Any of these ideas sound great. Any gift shows that you have recognized the effort the professor put in, and are grateful. You want something nice, but not outrageously expensive -- that would be weird.

I'm a professor, and I've received wine many times. Also cookies, candy, just a card. I once received a big bunch of flowers, which I thought was a little odd (perhaps because I'm a youngish female), and once an expensive scarf. That last would have been excessive, if it weren't for the fact that it was from a retired auditor that I knew to be (and he knew I knew to be) wealthy.

Congratulations on your grant!
posted by kestrel251 at 10:52 AM on April 23, 2009


Ditto. I've had students give me wine, very good whiskey (I'm somewhat out about being a connoisseur -- best ever was the bottle of Johnnie Walker blue label from a student who got into law school).
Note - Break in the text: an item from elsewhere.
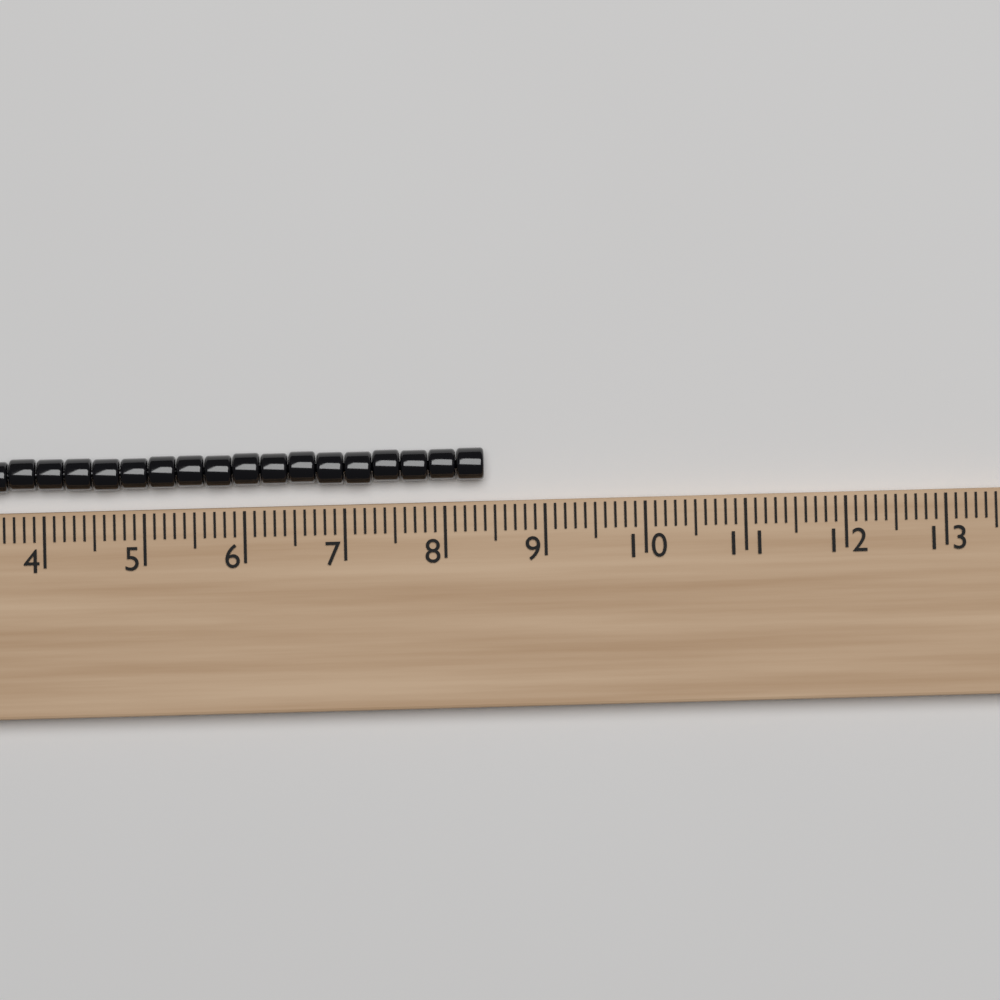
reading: 8.4 (no unit)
But the best present I *ever* got from a student was a bag of 100 frozen tamales home-made by his (Apache, New Mexican) mother and hand carried from home on a flight. I ate tamales for a year from that bag. The kid (who also got into law school) went on to great things, too.
posted by fourcheesemac at 11:36 AM on April 23, 2009


Modulo the recovering alcoholic thing, wine is always fine -- polite gifts don't get any more traditional, and if they don't like it, they can always regift.

Reasons in favor of wine:
- It's consumable -- it doesn't stick around cluttering things up like some (possibly viewed as tacky) engraved pen.
- It's fungible -- re-giftable, as noted.
- It's easy to find good quality -- unlike baked goods, which could suck.
posted by paultopia at 4:16 PM on April 23, 2009


No gifts necessary, IMO. I'm a professor who feels weird when students don't understanding that helping them with these things is part of our job.

I'd like the tamales though, having not had decent Mexican food in ages.
posted by vincele at 7:37 PM on April 23, 2009


Why not suggest taking them out for lunch, or maybe coffee? Then you could celebrate together while talking about your studies, future plans and life in general. I don't think you could go wrong if you tucked a bookstore gift card inside a personal thank you note. I teach at a university, and I'd feel a little awkward if a cash-strapped grad student gave me more than that.